“Yes, Tommy?”
“Well—I just say all that, dear old thing, so you won’t think me sidey, you know.”
“I don’t, Tommy. In fact, I have sometimes observed in you symptoms of almost radical——”
“Don’t laugh, Brigit,” he broke in with a quaint wave of his hand. “What I mean to say is simply this. I am, although so young, and not very big—the Head of the Family.”
This magnificent declaration was so unlike his usual style of conversation that his sister with difficulty refrained from laughing.
“Well, Tommy—yes, there would be no use in my denying that you, not I, are the Earl of Kingsmead. But—your manner is somewhat solemn; surely you are not thinking of marrying?”
The earl’s mouth broadened spasmodically, and his eyes gleamed with amusement.
“I say, Bick, if you laugh at me, how on earth am I ever to get it said?”
“All right. Only take some jam and don’t terrify me with magnificence. This is the first time to my knowledge that an earl has ever shed the effulgence of his presence in these humble walls——”
Tommy’s grandeur gave up the ghost, and with a yell of delight he dived deep into one of the jars and heaped his plate with suspiciously crimson cherry jam.
“Good old Bick! I must have looked an awful little ass. But—well, will you chuck it all and come home?”
“Oho!”
“Yes, ‘oho’ as much as you like, but it is all rot your living here, and she hates it, and it’s unpleasant all round. Besides the country is really lovely now, and I miss you.”
“Do you, Tommy dear?”
“I do.”
“Did mother send you?”
“No. She said you wouldn’t come if she did, but that you might if I—if I——”

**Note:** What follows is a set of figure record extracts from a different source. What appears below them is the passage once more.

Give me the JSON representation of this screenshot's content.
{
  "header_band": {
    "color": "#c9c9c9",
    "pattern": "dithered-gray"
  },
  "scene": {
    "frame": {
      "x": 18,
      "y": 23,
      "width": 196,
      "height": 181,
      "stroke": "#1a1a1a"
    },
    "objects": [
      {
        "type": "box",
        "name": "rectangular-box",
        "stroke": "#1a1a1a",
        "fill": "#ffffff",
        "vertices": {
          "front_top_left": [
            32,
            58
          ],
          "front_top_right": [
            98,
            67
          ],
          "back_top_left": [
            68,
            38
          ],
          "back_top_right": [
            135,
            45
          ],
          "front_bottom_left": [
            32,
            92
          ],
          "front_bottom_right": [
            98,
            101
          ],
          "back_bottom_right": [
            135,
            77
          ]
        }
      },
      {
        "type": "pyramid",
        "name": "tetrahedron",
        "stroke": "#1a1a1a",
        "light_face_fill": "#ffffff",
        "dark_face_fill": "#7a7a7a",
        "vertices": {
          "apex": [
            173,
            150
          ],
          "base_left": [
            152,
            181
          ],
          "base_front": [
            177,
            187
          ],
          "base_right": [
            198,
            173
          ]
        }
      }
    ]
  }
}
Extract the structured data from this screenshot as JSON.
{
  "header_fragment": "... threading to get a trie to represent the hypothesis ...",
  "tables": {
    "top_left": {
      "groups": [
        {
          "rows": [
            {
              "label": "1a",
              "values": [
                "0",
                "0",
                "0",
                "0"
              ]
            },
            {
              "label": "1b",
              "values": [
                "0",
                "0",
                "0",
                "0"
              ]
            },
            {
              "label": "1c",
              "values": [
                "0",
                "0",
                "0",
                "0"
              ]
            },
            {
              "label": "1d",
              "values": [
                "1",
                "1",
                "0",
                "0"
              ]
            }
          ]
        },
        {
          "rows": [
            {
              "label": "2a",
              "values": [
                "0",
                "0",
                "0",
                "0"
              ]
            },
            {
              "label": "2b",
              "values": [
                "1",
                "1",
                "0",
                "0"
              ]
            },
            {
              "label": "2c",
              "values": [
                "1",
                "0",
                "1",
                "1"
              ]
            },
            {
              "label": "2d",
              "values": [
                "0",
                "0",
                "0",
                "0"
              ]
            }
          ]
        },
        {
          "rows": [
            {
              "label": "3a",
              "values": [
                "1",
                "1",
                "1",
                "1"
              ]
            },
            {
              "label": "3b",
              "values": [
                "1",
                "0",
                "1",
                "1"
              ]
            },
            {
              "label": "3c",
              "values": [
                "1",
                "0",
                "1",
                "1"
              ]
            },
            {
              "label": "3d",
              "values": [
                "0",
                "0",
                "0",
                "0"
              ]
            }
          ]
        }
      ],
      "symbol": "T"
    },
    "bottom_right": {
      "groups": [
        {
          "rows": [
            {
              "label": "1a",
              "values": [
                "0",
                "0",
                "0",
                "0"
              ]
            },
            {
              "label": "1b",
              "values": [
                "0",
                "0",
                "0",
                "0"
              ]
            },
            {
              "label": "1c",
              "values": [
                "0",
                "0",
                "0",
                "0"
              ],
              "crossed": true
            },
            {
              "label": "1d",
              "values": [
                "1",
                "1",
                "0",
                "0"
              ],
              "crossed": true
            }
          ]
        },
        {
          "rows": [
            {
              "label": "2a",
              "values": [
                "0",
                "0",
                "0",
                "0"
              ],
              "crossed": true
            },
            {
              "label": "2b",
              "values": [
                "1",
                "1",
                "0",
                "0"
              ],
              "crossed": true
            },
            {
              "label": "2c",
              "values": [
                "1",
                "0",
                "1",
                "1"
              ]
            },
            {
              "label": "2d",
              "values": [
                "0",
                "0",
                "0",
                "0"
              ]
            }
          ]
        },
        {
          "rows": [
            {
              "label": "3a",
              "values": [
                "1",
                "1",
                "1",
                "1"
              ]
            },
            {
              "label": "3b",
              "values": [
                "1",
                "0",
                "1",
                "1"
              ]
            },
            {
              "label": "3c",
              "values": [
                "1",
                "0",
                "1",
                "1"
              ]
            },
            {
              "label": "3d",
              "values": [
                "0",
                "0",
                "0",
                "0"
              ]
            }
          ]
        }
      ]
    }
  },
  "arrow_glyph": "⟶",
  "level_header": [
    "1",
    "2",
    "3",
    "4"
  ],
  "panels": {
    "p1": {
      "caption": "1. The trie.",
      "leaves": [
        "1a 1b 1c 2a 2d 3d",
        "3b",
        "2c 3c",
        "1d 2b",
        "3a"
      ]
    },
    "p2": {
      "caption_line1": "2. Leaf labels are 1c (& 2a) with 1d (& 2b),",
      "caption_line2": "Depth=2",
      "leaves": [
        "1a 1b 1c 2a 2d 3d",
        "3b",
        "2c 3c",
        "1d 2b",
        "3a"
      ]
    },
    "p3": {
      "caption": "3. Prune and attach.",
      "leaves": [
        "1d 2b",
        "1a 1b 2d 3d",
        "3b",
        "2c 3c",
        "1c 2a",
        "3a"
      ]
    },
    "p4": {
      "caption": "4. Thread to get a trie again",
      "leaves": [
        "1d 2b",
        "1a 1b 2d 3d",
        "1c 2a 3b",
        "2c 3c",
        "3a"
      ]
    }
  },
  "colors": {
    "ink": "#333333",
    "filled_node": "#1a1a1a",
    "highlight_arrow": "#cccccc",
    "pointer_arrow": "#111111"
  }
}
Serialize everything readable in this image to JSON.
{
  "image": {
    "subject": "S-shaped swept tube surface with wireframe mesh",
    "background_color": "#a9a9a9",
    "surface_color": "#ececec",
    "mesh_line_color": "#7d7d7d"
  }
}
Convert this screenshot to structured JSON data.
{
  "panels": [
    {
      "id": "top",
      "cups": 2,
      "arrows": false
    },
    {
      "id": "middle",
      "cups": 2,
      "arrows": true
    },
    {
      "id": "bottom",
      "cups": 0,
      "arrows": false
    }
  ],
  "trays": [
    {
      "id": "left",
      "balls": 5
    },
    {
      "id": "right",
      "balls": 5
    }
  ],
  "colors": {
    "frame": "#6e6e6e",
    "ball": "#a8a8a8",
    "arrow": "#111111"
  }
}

“If you exerted your authority as Head of the Family!”
“Well, yes.” Tommy, now completely shamefaced, took more jam and handed back his cup.
“She is funny,” mused Brigit. “To have so little sense of humour.”
“That’s what I told her. But Aunt Emily says people are talking about your living alone, etc. And—besides, I think she is really rather fond of you, Bick.”
“Oh, no, she isn’t. However, M. l’Ambassadeur, you have fulfilled your mission, so be content.”
Tommy paused in his task of biting into a piece of cake and looked up at her. “Then—you will?”
“No, dear; I most certainly won’t. But don’t you bother about that. I like this very well, and after all it isn’t for long.”
“Oh. You mean you are going to marry Theo. When?”
“In October, probably. Nothing is settled. More jam?”
“No, thanks. I say, Bicky, what are you going to do in September?”
“I don’t know. Why?”
“Because they are all going to La-bas, to the Golden Wedding. They were talking about it the other day. Are you going, too?”
She shook her head. “Oh, no. But I daresay I shall be with the Lenskys then. I can’t go now, because one of the children is ill.”